Saturday, 23 July 2022

For This Post,

I am staying in Japan,


and looking at a dying craft, that of invisible mending, Kaketsugi as it is known in Japan, it is a fact that we live in a throwaway age, but sometimes there is a item of clothing that we want to keep and just have to have it mended,

a few years back, a news report on kaketsugi by South Korean TV station SBS went viral. It focused on the work of Japanese craftsman Takao Matsumoto, who had been using the technique to restore clothing for over 55 years. Although Matsumoto isn’t the only one versed in the art of kaketsugi – Japan’s NHK station featured father-daughter team, Kataoka Tesshu and Goto Yoshiko

Kaketsugi is a painstaking process that begins with removing a small piece of cloth from inside the garment, where its absence will not be noticed.
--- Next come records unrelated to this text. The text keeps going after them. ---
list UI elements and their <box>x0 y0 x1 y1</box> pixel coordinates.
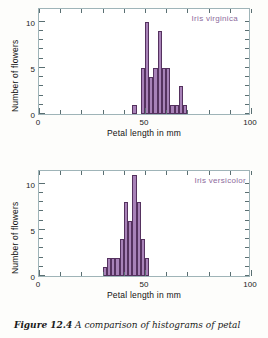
x-tick <box>209 272 210 276</box>
x-tick-label: 0 <box>36 118 40 127</box>
y-tick-label: 5 <box>23 64 35 73</box>
figure-12-4: Number of flowers 050100 0510 Petal leng… <box>0 0 268 338</box>
x-tick-label: 100 <box>243 280 256 289</box>
y-tick-right <box>245 210 249 211</box>
x-axis-title-versicolor: Petal length in mm <box>38 290 250 300</box>
y-tick-right <box>245 257 249 258</box>
y-tick-right <box>245 85 249 86</box>
y-tick <box>39 220 43 221</box>
plot-area-versicolor <box>38 170 250 277</box>
x-tick-top <box>166 171 167 175</box>
x-tick-label: 100 <box>243 118 256 127</box>
y-tick <box>39 95 43 96</box>
y-tick <box>39 21 45 22</box>
x-tick-top <box>251 171 252 175</box>
caption-text: A comparison of histograms of petal <box>75 320 240 330</box>
y-tick-right <box>245 192 249 193</box>
y-tick <box>39 76 43 77</box>
x-tick-top <box>103 171 104 175</box>
y-tick <box>39 247 43 248</box>
y-tick-right <box>245 67 249 68</box>
x-tick-top <box>145 9 146 13</box>
x-tick <box>60 110 61 114</box>
y-tick-right <box>245 58 249 59</box>
y-tick-right <box>245 39 249 40</box>
histogram-panel-virginica: Number of flowers 050100 0510 Petal leng… <box>0 0 268 152</box>
y-tick-label: 10 <box>23 18 35 27</box>
y-tick-right <box>245 201 249 202</box>
x-tick-top <box>81 171 82 175</box>
x-tick-top <box>145 171 146 175</box>
x-tick <box>145 270 146 276</box>
y-tick-label: 0 <box>23 273 35 282</box>
x-tick-top <box>230 9 231 13</box>
x-tick <box>60 272 61 276</box>
x-axis-title-virginica: Petal length in mm <box>38 128 250 138</box>
y-tick <box>39 266 43 267</box>
y-tick <box>39 229 45 230</box>
x-tick <box>81 110 82 114</box>
x-tick-top <box>124 171 125 175</box>
x-tick <box>187 272 188 276</box>
y-tick-right <box>245 220 249 221</box>
y-tick <box>39 104 43 105</box>
x-tick <box>230 110 231 114</box>
x-tick-top <box>60 171 61 175</box>
x-tick-top <box>39 171 40 175</box>
figure-caption: Figure 12.4 A comparison of histograms o… <box>14 320 264 330</box>
y-tick <box>39 30 43 31</box>
x-tick-top <box>209 9 210 13</box>
x-tick-top <box>187 9 188 13</box>
y-tick-right <box>245 266 249 267</box>
x-tick-top <box>81 9 82 13</box>
x-tick <box>145 108 146 114</box>
x-tick <box>230 272 231 276</box>
x-tick-top <box>251 9 252 13</box>
x-tick-top <box>60 9 61 13</box>
x-tick <box>209 110 210 114</box>
y-tick-label: 5 <box>23 226 35 235</box>
x-tick <box>166 110 167 114</box>
x-tick <box>251 270 252 276</box>
bars-versicolor <box>39 171 249 276</box>
y-tick-right <box>245 229 249 230</box>
x-tick-top <box>166 9 167 13</box>
y-tick-label: 0 <box>23 111 35 120</box>
y-tick-right <box>245 247 249 248</box>
x-tick <box>103 272 104 276</box>
y-tick-label: 10 <box>23 180 35 189</box>
x-tick-top <box>187 171 188 175</box>
y-tick <box>39 48 43 49</box>
y-tick-right <box>245 30 249 31</box>
x-tick <box>103 110 104 114</box>
histogram-bar <box>132 105 136 114</box>
y-tick <box>39 58 43 59</box>
y-tick <box>39 85 43 86</box>
y-tick-right <box>245 104 249 105</box>
x-tick <box>251 108 252 114</box>
series-label-virginica: Iris virginica <box>192 14 238 23</box>
histogram-panel-versicolor: Number of flowers 050100 0510 Petal leng… <box>0 162 268 314</box>
y-tick <box>39 275 45 276</box>
y-tick-right <box>245 76 249 77</box>
y-tick-right <box>245 238 249 239</box>
x-tick-top <box>230 171 231 175</box>
x-tick-label: 50 <box>140 280 149 289</box>
y-tick <box>39 192 43 193</box>
y-tick <box>39 238 43 239</box>
caption-label: Figure 12.4 <box>14 320 72 330</box>
y-tick-right <box>245 48 249 49</box>
y-axis-title-virginica: Number of flowers <box>10 40 20 112</box>
y-tick <box>39 201 43 202</box>
series-label-versicolor: Iris versicolor <box>194 176 246 185</box>
x-tick <box>187 110 188 114</box>
y-tick <box>39 210 43 211</box>
y-tick-right <box>245 21 249 22</box>
x-tick-label: 50 <box>140 118 149 127</box>
y-tick <box>39 113 45 114</box>
y-tick-right <box>245 113 249 114</box>
y-axis-title-versicolor: Number of flowers <box>10 202 20 274</box>
y-tick-right <box>245 275 249 276</box>
x-tick-label: 0 <box>36 280 40 289</box>
y-tick <box>39 67 45 68</box>
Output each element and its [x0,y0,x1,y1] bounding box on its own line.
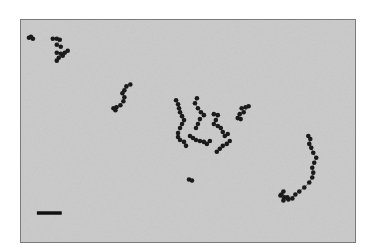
particle [184,144,189,149]
particle [219,126,224,131]
particle [177,106,182,111]
particle [121,99,126,104]
particle [190,178,195,183]
particle [202,113,207,118]
particle [224,142,229,147]
particle [118,103,123,108]
particle [312,160,317,165]
particle [308,137,313,142]
particle [239,106,244,111]
particle [178,126,183,131]
scale-bar [37,211,62,214]
particle [221,130,226,135]
particle [241,110,246,115]
particle [212,112,217,117]
particle [180,122,185,127]
particle [310,165,315,170]
particle [113,108,118,113]
particle [212,122,217,127]
particle [281,198,286,203]
particle [198,139,203,144]
particle [246,104,251,109]
particle [216,113,221,118]
particle [302,185,307,190]
particle [215,150,220,155]
particle [281,189,286,194]
particle [31,37,36,42]
particle [196,106,201,111]
background-grain [21,20,355,242]
particle [290,196,295,201]
particle [124,84,129,89]
micrograph-image [20,19,356,243]
micrograph-canvas [21,20,355,242]
particle [128,82,133,87]
particle [194,126,199,131]
particle [174,98,179,103]
particle [182,118,187,123]
particle [65,48,70,53]
particle [208,139,213,144]
particle [57,38,62,43]
particle [194,138,199,143]
particle [293,192,298,197]
particle [193,101,198,106]
particle [198,117,203,122]
particle [214,118,219,123]
particle [307,142,312,147]
particle [54,58,59,63]
particle [285,195,290,200]
particle [58,44,63,49]
particle [225,132,230,137]
particle [180,114,185,119]
particle [54,42,59,47]
particle [307,180,312,185]
particle [237,112,242,117]
particle [122,95,127,100]
particle [309,146,314,151]
particle [176,131,181,136]
particle [297,189,302,194]
particle [54,50,59,55]
particle [51,37,56,42]
particle [310,175,315,180]
particle [178,138,183,143]
particle [195,96,200,101]
particle [238,117,243,122]
particle [314,155,319,160]
particle [278,193,283,198]
particle [196,122,201,127]
particle [311,170,316,175]
particle [178,110,183,115]
particle [60,53,65,58]
particle [176,102,181,107]
particle [120,91,125,96]
particle [311,151,316,156]
particle [182,140,187,145]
This piece is then brushed with an acetone-based solution that makes the removal of individual threads a bit easier, stripping the piece of cloth down to individual threads is probably the most painstaking part of kaketsugi, but masters of this craft claim that using the exact same fabric as the one the garment is made of is essential to making the mending truly invisible at the end,

the newly-obtained threads are then carefully sewn over the hole or damaged area of the garment, from multiple directions, and from both sides of the cloth. Once the sewing process is complete, an adhesive bond is applied over the repaired area, and the leftover threads are used to mask the damage even more, finally, the area repaired with kaketsugi is ironed out. That helps smooth everything out and at this point, it’s almost impossible to see where the hole was in the first place, and the cost of invisible mending? according to the website of Kimono Totonoe, a company that claims to employ kaketsugi masters, prices for repairs start at $136+shipping for holes of up to 0.5cm in diameter and go up to $362+shipping for holes of up to 3cm. Anything over that will have to be priced separately, depending on the fabric and complexity of the job, I guess asking them to darn my socks is a bit out of the question!